The message becomes that if you are struggling, then you are failing.
The Real Problem Isn’t Working Moms vs. Stay-at-Home Moms
So I don’t actually think the tension between stay-at-home moms and working moms is really about who has it harder because, let’s be honest, being a mom is just hard.
No matter which path a mom chooses, I believe we are all responding to the same impossible pressure — just from different directions.
Somewhere along the way, modern motherhood evolved into an expectation that women should be able to do everything simultaneously and do it all as well, or preferably better, than before.
Women are now expected to raise emotionally healthy children, have strong relationships, take care of their health, perform at work, keep a perfect home, maintain personal growth and hobbies, while somehow not getting stuck in survival mode.
“Having It All” Was Never Meant to Be a Solo Job
And this is where so many mothers begin turning their frustration inward. When the expectations become impossible, we assume the problem must somehow be us.
But I think there are deeper issues underneath all of this that we don’t talk about enough.
Somewhere along the way, “having it all” started to become an expectation rather than a choice, and I think many mothers are now paying the emotional price for trying to sustain something that was never meant for one person to handle alone.
Many women are raising children far away from extended family or without access to valuable support — the village we really need. We also do very little to prepare women for how deeply motherhood changes every part of their lives, including how important it becomes to care for themselves, too. We expect new moms to simply figure this out on their own.
Even if that’s possible, why should we have to?
Moms Don’t Need Competition — They Need Reassurance
Instead of recognizing that many mothers are struggling under the weight of these unrealistic expectations, women often end up comparing themselves to one another instead. The working mom looks at the stay-at-home mom and sees more time with her family. The stay-at-home mom looks at the working mom and sees more freedom and independence. And both women can feel lonely, emotionally stretched, mentally overloaded, and unsure whether they’re doing the right thing.

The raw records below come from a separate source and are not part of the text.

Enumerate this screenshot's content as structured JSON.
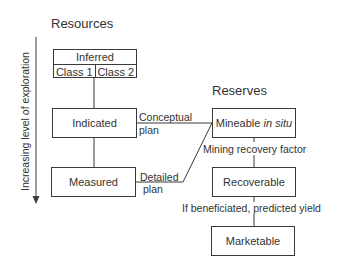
{
  "diagram": {
    "headings": {
      "resources": "Resources",
      "reserves": "Reserves"
    },
    "axis": {
      "label": "Increasing level of exploration",
      "direction": "down"
    },
    "resources": {
      "inferred": {
        "label": "Inferred",
        "classes": [
          "Class 1",
          "Class 2"
        ]
      },
      "indicated": "Indicated",
      "measured": "Measured"
    },
    "reserves": {
      "mineable": {
        "label": "Mineable",
        "italic": "in situ"
      },
      "recoverable": "Recoverable",
      "marketable": "Marketable"
    },
    "connectors": {
      "conceptual_plan": [
        "Conceptual",
        "plan"
      ],
      "detailed_plan": [
        "Detailed",
        "plan"
      ],
      "mining_recovery": "Mining recovery factor",
      "beneficiation": "If beneficiated, predicted yield"
    },
    "colors": {
      "line": "#3a3a3a",
      "text": "#333333",
      "background": "#ffffff"
    }
  }
}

I believe mothers are not looking for competition at all, but reassurance. We need reassurance that it’s okay to feel torn sometimes, that loving your children can coexist with missing parts of who you were, needing some space, or wanting more support.
Same Team, Different Paths
Because at the end of the day, whether a woman stays home with her children, works outside the home, or tries to navigate a combination of both… all moms are ultimately trying to do the same thing: Care for the people they love in the best way they know how and in the way that works best for their family.